In Karnataka’s Tumakuru district, the company mapped a 40-acre landfill along with city-wide heat zones to help officials identify dangerous hotspots, monitor emissions, and plan plantation drives in areas experiencing the highest surface temperatures.
The larger goal is not just monitoring heat, but helping cities respond before conditions become critical.
Rediscovering traditional cooling materials
Some of the most innovative cooling solutions, however, are emerging not from advanced machinery, but from natural materials that have existed for centuries.
Through initiatives like the Solar Decathlon India challenge, the Alliance for an Energy Efficient Economy (AEEE) has encouraged students, architects, and researchers to create affordable cooling systems that can work within existing homes without depending heavily on conventional air-conditioning.
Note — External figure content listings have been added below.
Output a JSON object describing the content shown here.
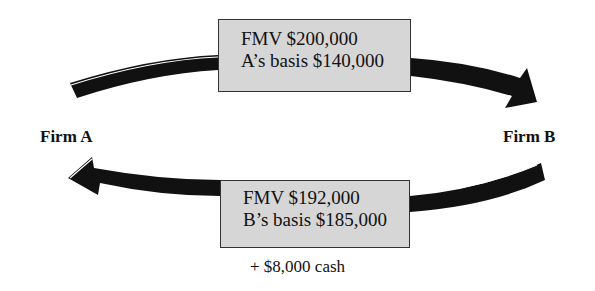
{
  "diagram": {
    "type": "exchange-flow",
    "parties": {
      "left": {
        "label": "Firm A"
      },
      "right": {
        "label": "Firm B"
      }
    },
    "transfers": [
      {
        "direction": "Firm A -> Firm B",
        "lines": [
          "FMV $200,000",
          "A’s basis $140,000"
        ]
      },
      {
        "direction": "Firm B -> Firm A",
        "lines": [
          "FMV $192,000",
          "B’s basis $185,000"
        ],
        "extra": "+ $8,000 cash"
      }
    ],
    "colors": {
      "arrow": "#111111",
      "box_fill": "#d6d6d6",
      "box_border": "#333333",
      "background": "#ffffff"
    }
  }
}
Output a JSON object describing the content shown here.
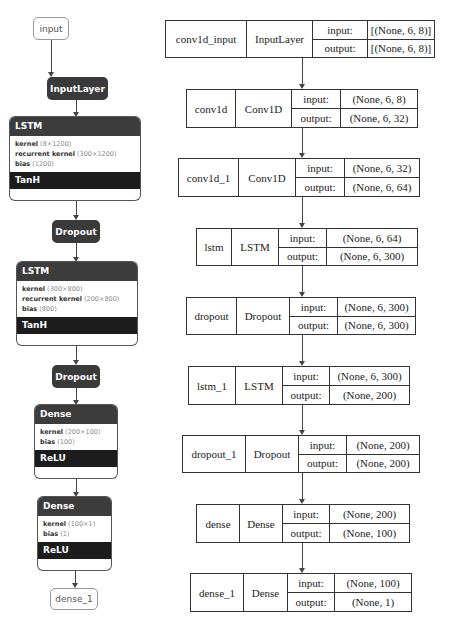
{
  "left_graph": {
    "input_node": "input",
    "input_layer": "InputLayer",
    "lstm1": {
      "title": "LSTM",
      "params": [
        {
          "name": "kernel",
          "shape": "(8×1200)"
        },
        {
          "name": "recurrent kernel",
          "shape": "(300×1200)"
        },
        {
          "name": "bias",
          "shape": "(1200)"
        }
      ],
      "activation": "TanH"
    },
    "dropout1": "Dropout",
    "lstm2": {
      "title": "LSTM",
      "params": [
        {
          "name": "kernel",
          "shape": "(300×800)"
        },
        {
          "name": "recurrent kernel",
          "shape": "(200×800)"
        },
        {
          "name": "bias",
          "shape": "(800)"
        }
      ],
      "activation": "TanH"
    },
    "dropout2": "Dropout",
    "dense1": {
      "title": "Dense",
      "params": [
        {
          "name": "kernel",
          "shape": "(200×100)"
        },
        {
          "name": "bias",
          "shape": "(100)"
        }
      ],
      "activation": "ReLU"
    },
    "dense2": {
      "title": "Dense",
      "params": [
        {
          "name": "kernel",
          "shape": "(100×1)"
        },
        {
          "name": "bias",
          "shape": "(1)"
        }
      ],
      "activation": "ReLU"
    },
    "output_node": "dense_1"
  },
  "keras_graph": [
    {
      "name": "conv1d_input",
      "type": "InputLayer",
      "input_label": "input:",
      "output_label": "output:",
      "input": "[(None, 6, 8)]",
      "output": "[(None, 6, 8)]"
    },
    {
      "name": "conv1d",
      "type": "Conv1D",
      "input_label": "input:",
      "output_label": "output:",
      "input": "(None, 6, 8)",
      "output": "(None, 6, 32)"
    },
    {
      "name": "conv1d_1",
      "type": "Conv1D",
      "input_label": "input:",
      "output_label": "output:",
      "input": "(None, 6, 32)",
      "output": "(None, 6, 64)"
    },
    {
      "name": "lstm",
      "type": "LSTM",
      "input_label": "input:",
      "output_label": "output:",
      "input": "(None, 6, 64)",
      "output": "(None, 6, 300)"
    },
    {
      "name": "dropout",
      "type": "Dropout",
      "input_label": "input:",
      "output_label": "output:",
      "input": "(None, 6, 300)",
      "output": "(None, 6, 300)"
    },
    {
      "name": "lstm_1",
      "type": "LSTM",
      "input_label": "input:",
      "output_label": "output:",
      "input": "(None, 6, 300)",
      "output": "(None, 200)"
    },
    {
      "name": "dropout_1",
      "type": "Dropout",
      "input_label": "input:",
      "output_label": "output:",
      "input": "(None, 200)",
      "output": "(None, 200)"
    },
    {
      "name": "dense",
      "type": "Dense",
      "input_label": "input:",
      "output_label": "output:",
      "input": "(None, 200)",
      "output": "(None, 100)"
    },
    {
      "name": "dense_1",
      "type": "Dense",
      "input_label": "input:",
      "output_label": "output:",
      "input": "(None, 100)",
      "output": "(None, 1)"
    }
  ]
}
The emphasis is on retrofit cooling, practical solutions that can help already-built homes stay cooler in extreme temperatures.
Several ideas emerging from the programme combine traditional Indian materials with modern sustainable design. These include terracotta-based cooling walls, solar-powered ventilation systems, and biodegradable insulation panels made from agricultural waste and mycelium, the root-like structure of mushrooms.
One IIT Delhi team developed “Terracool,” a terracotta wall cooling system that reportedly reduced indoor temperatures by up to 7°C while also lowering humidity levels. Another Bengaluru-based team created “MushCool,” insulation panels built using sugarcane bagasse and mushroom spores as an eco-friendly alternative to synthetic materials.
Together, these experiments are pushing a larger conversation into the mainstream: India’s cooling future may not depend on building stronger air-conditioners alone.
Instead, it may require redesigning homes, workplaces, and cities to work with heat more intelligently.
As climate pressures intensify, these startups are showing that cooling innovation is no longer just about comfort. In a rapidly warming world, it is increasingly becoming a question of survival, public health, and sustainable urban living.